D4 – Risk & Patient Safety
Purpose of the Domain
D4 ensures that patient-relevant risks within the digital clinical system constellation are systematically identified, assessed, and consciously assumed.
Digital clinical infrastructure directly affects diagnostics, therapy, monitoring, and clinical decision-making processes.
Risks do not arise solely from technical defects, but from the interaction of system architecture, responsibility structures, and operational realities.
This domain operationalizes Principle P5 – Patient Safety as a Normative Boundary – at the organizational level.
Core Governance Question
Are patient-relevant risks within the digital clinical system constellation structurally assessed and transparently assumed?
D4 does not address isolated IT risks.
It addresses the clinical consequences of digital infrastructure.
Problem Context
Digital risks arise from:
- integration failures within the clinical system constellation
- inconsistent or delayed data flows
- misconfigurations
- unclear responsibility allocation
- insufficient lifecycle planning
- undefined escalation mechanisms
These risks are often:
- cross-system
- interdisciplinary
- organizational in nature
- not reducible to a single product
Regulatory conformity or certification alone does not guarantee structural patient safety.
Without explicit risk governance, risks remain implicitly borne —
often without documented decision rationale.
Structural Requirements
A mature expression of D4 requires:
- Systematic identification of patient-relevant risks
- Assessment of clinical impact within the system constellation
- Transparent documentation of risk decisions
- Clear allocation of risk and decision responsibility
- Conscious benefit–risk deliberation
Risks must not be assumed informally or by default.
Every relevant risk decision must be traceable and institutionally anchored.
Patient safety is therefore not delegable to technology or manufacturers.
It is a leadership responsibility of the healthcare provider.
Relationship to Other Domains
- D1 defines the clinical purpose.
- D2 makes systemic dependencies visible.
- D3 clarifies who assumes risk decisions.
- D4 evaluates impact on patient safety.
- D5 ensures sustainable operational stability.
- D6 enables innovation under controlled risk acceptance.
D4 functions as the normative protective layer within the overall architecture.
Typical Misconceptions
- “The system is certified, therefore it is safe.”
- “Risks are primarily an IT security issue.”
- “If no incident occurs, no action is required.”
- “The manufacturer carries the responsibility.”
Patient safety is not an inherent property of technical systems.
It is the result of conscious organizational governance.
Indicators of Structural Stability
D4 is structurally stable when:
- Risk impact is systematically documented
- Risk decisions are transparently traceable
- Escalation pathways are clearly defined
- Clinical evaluation is integrated into technical decision-making
D4 is weakly developed when:
- Risks are handled reactively
- Responsibility remains unclear
- Documentation is missing
- Clinical consequences are not systematically assessed
D4 ensures that digital clinical infrastructure is not only performant,
but structurally safe within the normative boundary of patient protection.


_Exercise brief_
In the material below, print every line exactly and omit the pictures.

┄┄┄┄┄┄┄┄┄┄

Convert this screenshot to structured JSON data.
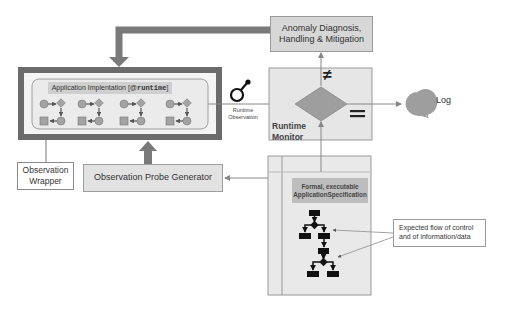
{
  "diagram": {
    "anomaly_box": {
      "line1": "Anomaly Diagnosis,",
      "line2": "Handling & Mitigation"
    },
    "app_impl": {
      "title_prefix": "Application Implentation [@",
      "title_code": "runtime",
      "title_suffix": "]",
      "component_groups": 4
    },
    "observation_wrapper": {
      "line1": "Observation",
      "line2": "Wrapper"
    },
    "probe_generator": {
      "label": "Observation Probe Generator"
    },
    "runtime_observation": {
      "line1": "Runtime",
      "line2": "Observation",
      "icon": "magnifier-icon"
    },
    "runtime_monitor": {
      "line1": "Runtime",
      "line2": "Monitor",
      "not_equal_symbol": "≠",
      "equal_symbol": "="
    },
    "log": {
      "label": "Log",
      "icon": "speech-bubble-icon"
    },
    "specification": {
      "line1": "Formal, executable",
      "line2": "ApplicationSpecification"
    },
    "callout": {
      "line1": "Expected flow of control",
      "line2": "and of information/data"
    },
    "colors": {
      "dark_frame": "#6b6b6b",
      "fat_arrow": "#7a7a7a",
      "box_fill": "#d7d7d7",
      "monitor_fill": "#e6e6e6",
      "diamond_fill": "#9e9e9e",
      "node_fill": "#a3a3a3",
      "flowchart_dark": "#111111"
    }
  }
}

┄┄┄┄┄┄┄┄┄┄

_Reply to the exercise_
Convert this screenshot to structured JSON data.
{
  "diagram": {
    "anomaly_box": {
      "line1": "Anomaly Diagnosis,",
      "line2": "Handling & Mitigation"
    },
    "app_impl": {
      "title_prefix": "Application Implentation [@",
      "title_code": "runtime",
      "title_suffix": "]",
      "component_groups": 4
    },
    "observation_wrapper": {
      "line1": "Observation",
      "line2": "Wrapper"
    },
    "probe_generator": {
      "label": "Observation Probe Generator"
    },
    "runtime_observation": {
      "line1": "Runtime",
      "line2": "Observation",
      "icon": "magnifier-icon"
    },
    "runtime_monitor": {
      "line1": "Runtime",
      "line2": "Monitor",
      "not_equal_symbol": "≠",
      "equal_symbol": "="
    },
    "log": {
      "label": "Log",
      "icon": "speech-bubble-icon"
    },
    "specification": {
      "line1": "Formal, executable",
      "line2": "ApplicationSpecification"
    },
    "callout": {
      "line1": "Expected flow of control",
      "line2": "and of information/data"
    },
    "colors": {
      "dark_frame": "#6b6b6b",
      "fat_arrow": "#7a7a7a",
      "box_fill": "#d7d7d7",
      "monitor_fill": "#e6e6e6",
      "diamond_fill": "#9e9e9e",
      "node_fill": "#a3a3a3",
      "flowchart_dark": "#111111"
    }
  }
}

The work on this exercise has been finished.